23) Please use the following information to answer the below question.
SCENARIO
A high-end United States retail store that specializes in bespoke suits creates an opt-in program to provide personalized attention to its customers. On their first visit, customers are invited to log in to a kiosk in the retail store to enter their various shopping preferences, as well as personal information such as credit card numbers, banking information, birthdays, anniversary dates, etc. In an effort to make the customer experience even richer, the program also collects facial recognition data, so that when a customer enters the store, an alert staff member can call the customer by name and speak knowledgeably about his or her preferences, perhaps even directing the customer to a particular item. All the customer preference data, including facial recognition data, is encrypted and stored on a computer system within the store. This computer system is also secured physically in a locked room.
Because the intent of this effort was benign, i.e., to enhance the overall customer experience, the owners of the retail store do not recognize that this collection of data has the potential to become a data privacy issue. No policies or procedures have been developed to address how this data is used or whether it can be resold. The owners simply assume that if a customer does not want to participate, they won't enter data into the kiosk.
An employee at the store, Mary Popper, has full access to the data because she is the most computer-knowledgeable employee. Mary has a friend who works for a wealth management firm in another U.S. state. Wishing to do her friend a business favour, she copies an unencrypted set of the customer names, preferences, and the facial recognition data onto a hard drive and sends it to her friend for him to use in marketing his wealth management services to preselected suitable customers. He intends to use the customer data in a way similar to the suit designers, to provide highly personalized service. Since she is not selling the data to him, Mary does not think there is anything wrong with what she has done.
The owners of the wealth management company buy another list of customers and information legitimately from an outside vendor. This data included financial information, as well as names, addresses, and number and brand of automobiles owned. The wealth management company collates the list with the list from the retailer, though the owners of the wealth management company are unaware the retailer's list was given informally, and now the wealth management firm has a very valuable list that contains a deep level of personal information about potential customers and their buying preferences.
The man who works at the wealth management firm puts the combined list up on an unencrypted public website so that Mary can copy it back and enhance the clothing store's original data set. While it is exposed, the wealth management company becomes the victim of an online attack and the combined collection of customer data is stolen. The owners of the wealth management company only find this out when several of their customers report that their vehicles have been stolen. Further investigation of the crimes by the police links the data breach to home invasion burglaries. The criminals were using the stolen facial recognition data to identify potential victims, then using address data to find their primary residences. The owners of the suit designers have no knowledge any of this has happened until several months later, when the employee who traded their data to the wealth management firm quits and informs them of the data breach.
Question:
After the breach is made known, which task should the suit retailers accomplish first?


• _Task to complete_: List all the lines in these records that hold "into".
☆ ☆ ☆
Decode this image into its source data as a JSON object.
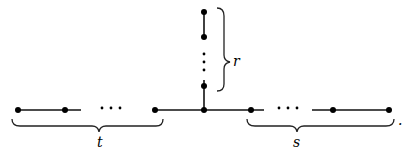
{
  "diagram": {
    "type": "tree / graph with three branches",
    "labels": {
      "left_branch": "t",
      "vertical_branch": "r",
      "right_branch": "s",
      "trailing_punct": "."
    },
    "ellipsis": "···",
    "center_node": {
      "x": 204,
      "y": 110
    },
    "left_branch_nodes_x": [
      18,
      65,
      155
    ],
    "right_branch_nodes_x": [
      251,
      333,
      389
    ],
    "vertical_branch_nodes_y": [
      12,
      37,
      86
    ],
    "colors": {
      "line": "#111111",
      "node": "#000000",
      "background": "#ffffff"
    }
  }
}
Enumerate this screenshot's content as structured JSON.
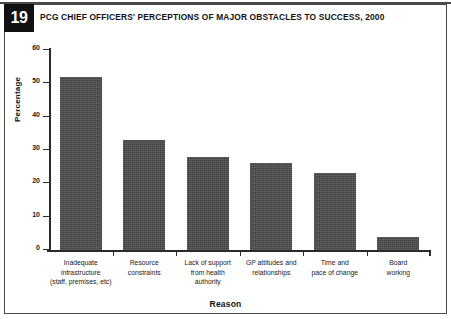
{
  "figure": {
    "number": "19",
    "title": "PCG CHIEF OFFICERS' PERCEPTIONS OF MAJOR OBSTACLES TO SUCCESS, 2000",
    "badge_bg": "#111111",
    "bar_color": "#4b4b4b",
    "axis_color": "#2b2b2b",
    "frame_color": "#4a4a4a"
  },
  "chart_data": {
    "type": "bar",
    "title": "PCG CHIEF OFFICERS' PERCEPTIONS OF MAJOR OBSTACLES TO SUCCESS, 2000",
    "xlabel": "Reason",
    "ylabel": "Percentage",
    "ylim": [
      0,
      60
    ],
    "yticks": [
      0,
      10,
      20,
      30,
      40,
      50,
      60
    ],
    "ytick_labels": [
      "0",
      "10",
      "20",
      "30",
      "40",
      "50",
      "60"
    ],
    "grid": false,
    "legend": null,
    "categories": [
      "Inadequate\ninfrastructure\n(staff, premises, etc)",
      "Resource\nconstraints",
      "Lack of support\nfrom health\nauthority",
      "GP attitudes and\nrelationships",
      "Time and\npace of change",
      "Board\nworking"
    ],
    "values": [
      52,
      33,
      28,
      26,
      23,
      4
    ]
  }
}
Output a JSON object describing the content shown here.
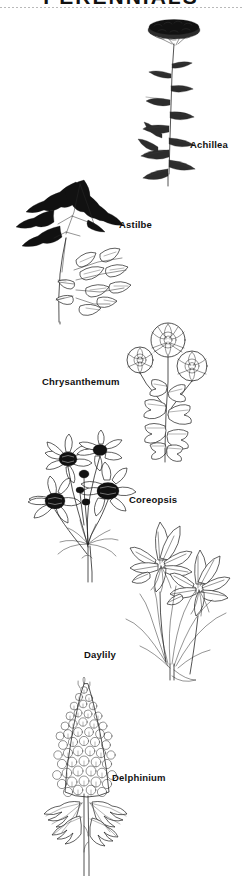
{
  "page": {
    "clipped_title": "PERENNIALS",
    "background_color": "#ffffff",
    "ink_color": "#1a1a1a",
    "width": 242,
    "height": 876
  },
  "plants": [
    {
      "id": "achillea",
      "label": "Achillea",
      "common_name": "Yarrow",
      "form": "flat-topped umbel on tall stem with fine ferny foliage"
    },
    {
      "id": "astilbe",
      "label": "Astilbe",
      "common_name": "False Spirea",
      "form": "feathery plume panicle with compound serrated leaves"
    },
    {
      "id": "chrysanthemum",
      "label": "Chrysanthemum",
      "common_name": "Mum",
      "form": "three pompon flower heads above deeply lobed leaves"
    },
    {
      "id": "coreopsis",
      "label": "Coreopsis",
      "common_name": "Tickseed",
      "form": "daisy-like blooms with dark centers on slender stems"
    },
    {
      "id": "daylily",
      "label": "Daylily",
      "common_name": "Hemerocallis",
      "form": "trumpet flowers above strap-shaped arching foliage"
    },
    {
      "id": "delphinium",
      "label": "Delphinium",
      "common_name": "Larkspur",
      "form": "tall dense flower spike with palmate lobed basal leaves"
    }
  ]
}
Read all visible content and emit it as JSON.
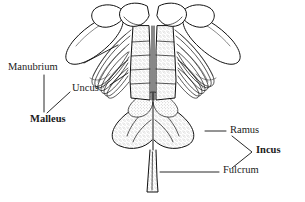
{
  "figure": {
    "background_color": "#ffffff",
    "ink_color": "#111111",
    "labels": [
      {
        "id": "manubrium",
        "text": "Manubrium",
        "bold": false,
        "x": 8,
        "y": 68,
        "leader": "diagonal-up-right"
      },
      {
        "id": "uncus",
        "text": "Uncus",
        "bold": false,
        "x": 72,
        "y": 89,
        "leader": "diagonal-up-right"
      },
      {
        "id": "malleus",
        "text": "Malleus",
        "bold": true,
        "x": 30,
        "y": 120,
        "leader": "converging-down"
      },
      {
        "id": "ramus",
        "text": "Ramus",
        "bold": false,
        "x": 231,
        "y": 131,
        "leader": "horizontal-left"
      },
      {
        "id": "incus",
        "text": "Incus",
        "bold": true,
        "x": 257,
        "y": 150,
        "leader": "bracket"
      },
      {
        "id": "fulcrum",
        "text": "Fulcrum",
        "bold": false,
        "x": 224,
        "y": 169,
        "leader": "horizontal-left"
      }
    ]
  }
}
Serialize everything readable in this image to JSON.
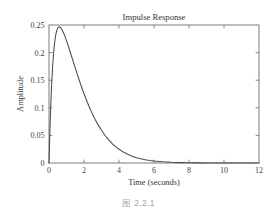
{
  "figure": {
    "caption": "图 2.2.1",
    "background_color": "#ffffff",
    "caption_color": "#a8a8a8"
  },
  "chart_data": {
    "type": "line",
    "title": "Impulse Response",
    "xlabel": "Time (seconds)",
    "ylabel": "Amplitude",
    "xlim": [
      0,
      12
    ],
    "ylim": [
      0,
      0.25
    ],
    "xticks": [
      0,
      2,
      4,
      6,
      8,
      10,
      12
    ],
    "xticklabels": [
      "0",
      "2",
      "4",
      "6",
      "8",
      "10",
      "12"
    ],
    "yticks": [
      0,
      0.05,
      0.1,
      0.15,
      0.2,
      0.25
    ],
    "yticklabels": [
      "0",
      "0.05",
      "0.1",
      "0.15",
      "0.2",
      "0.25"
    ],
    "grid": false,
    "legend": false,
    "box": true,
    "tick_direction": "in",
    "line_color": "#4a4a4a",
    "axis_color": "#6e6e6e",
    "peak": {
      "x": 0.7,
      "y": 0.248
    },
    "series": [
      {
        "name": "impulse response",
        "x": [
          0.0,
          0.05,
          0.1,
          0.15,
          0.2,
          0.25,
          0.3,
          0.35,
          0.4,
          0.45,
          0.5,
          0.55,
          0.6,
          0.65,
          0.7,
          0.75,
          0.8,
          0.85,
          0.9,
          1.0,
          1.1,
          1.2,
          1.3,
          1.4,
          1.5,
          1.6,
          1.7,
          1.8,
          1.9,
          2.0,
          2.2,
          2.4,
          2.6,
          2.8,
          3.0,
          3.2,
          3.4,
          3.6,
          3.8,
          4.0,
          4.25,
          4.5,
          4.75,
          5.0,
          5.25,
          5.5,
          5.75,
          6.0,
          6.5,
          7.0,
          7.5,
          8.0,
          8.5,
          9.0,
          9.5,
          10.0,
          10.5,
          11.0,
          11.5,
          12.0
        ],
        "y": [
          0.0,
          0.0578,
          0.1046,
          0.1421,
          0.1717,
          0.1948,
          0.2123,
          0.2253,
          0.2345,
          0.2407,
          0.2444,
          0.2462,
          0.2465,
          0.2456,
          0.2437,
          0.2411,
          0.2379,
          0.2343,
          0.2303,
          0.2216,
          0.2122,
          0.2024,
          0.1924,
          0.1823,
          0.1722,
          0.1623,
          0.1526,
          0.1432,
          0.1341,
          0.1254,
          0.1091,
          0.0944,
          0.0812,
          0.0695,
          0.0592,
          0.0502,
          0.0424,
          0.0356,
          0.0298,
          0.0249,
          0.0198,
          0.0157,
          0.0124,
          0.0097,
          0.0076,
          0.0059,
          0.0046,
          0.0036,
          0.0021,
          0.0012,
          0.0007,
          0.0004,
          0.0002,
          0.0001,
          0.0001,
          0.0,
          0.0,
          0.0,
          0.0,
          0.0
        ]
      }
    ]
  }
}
☆ ☆ ☆
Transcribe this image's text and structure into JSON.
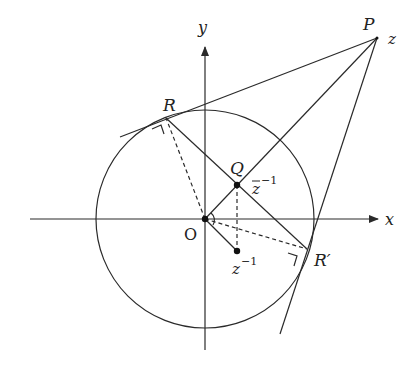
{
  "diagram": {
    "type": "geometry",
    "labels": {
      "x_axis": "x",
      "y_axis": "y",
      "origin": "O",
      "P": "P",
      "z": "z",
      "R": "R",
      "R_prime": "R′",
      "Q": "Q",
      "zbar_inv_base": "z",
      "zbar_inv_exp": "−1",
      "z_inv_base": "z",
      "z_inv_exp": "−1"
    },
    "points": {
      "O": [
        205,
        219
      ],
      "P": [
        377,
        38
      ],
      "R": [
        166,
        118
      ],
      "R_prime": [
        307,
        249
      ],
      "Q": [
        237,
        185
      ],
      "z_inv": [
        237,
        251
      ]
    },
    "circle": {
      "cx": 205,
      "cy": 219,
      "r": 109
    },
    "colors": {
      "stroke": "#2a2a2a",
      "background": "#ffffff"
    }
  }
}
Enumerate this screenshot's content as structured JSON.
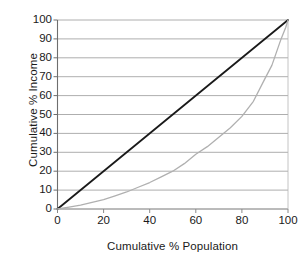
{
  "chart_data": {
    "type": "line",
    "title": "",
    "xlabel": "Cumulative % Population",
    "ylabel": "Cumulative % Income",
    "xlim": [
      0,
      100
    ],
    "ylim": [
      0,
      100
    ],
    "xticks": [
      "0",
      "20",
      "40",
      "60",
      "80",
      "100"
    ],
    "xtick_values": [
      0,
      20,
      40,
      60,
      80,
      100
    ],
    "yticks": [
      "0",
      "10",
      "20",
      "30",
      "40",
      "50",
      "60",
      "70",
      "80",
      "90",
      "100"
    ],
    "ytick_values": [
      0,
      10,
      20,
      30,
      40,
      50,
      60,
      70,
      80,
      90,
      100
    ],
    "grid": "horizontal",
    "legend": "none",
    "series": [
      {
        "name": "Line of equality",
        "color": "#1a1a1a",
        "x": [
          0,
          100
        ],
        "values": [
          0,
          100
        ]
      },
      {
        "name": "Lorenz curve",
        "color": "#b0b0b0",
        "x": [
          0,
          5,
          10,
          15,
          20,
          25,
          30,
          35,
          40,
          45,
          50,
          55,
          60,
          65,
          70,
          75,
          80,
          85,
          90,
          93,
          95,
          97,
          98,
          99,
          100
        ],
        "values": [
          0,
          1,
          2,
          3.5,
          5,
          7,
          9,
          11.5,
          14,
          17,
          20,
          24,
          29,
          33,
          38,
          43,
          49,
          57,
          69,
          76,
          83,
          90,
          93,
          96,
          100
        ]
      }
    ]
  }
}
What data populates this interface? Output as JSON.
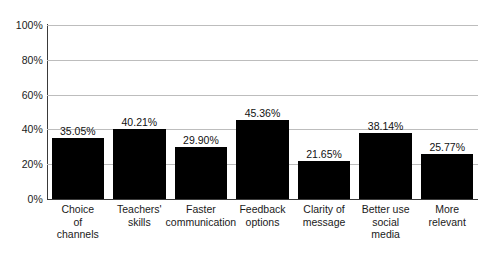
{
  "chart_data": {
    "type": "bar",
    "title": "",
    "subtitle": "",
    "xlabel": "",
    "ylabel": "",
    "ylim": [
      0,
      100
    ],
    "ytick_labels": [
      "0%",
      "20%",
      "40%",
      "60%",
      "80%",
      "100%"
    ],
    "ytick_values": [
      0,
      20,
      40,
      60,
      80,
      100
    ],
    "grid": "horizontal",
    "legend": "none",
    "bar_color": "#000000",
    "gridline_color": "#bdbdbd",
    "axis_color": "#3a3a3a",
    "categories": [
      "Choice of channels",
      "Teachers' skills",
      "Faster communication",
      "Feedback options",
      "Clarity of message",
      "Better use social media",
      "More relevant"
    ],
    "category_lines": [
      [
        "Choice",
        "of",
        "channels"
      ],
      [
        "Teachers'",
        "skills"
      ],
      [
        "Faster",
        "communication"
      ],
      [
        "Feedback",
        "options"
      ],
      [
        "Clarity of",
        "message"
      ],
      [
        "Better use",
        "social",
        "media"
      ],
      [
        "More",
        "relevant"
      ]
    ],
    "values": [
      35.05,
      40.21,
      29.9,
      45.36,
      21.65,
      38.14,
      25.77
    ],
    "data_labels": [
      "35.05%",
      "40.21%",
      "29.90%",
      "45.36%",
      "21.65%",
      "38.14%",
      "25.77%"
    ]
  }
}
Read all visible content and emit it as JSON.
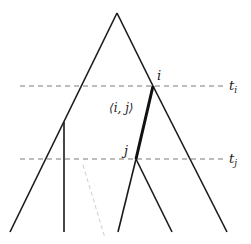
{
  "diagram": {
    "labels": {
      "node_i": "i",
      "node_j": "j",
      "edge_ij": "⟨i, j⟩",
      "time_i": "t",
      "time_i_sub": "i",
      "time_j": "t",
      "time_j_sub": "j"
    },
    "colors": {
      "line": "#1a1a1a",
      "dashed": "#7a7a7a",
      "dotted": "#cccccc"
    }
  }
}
☆ ☆ ☆
• _Reply to the task_:
Decode this image into its source data as a JSON object.
Transcribe this image's text and structure into JSON.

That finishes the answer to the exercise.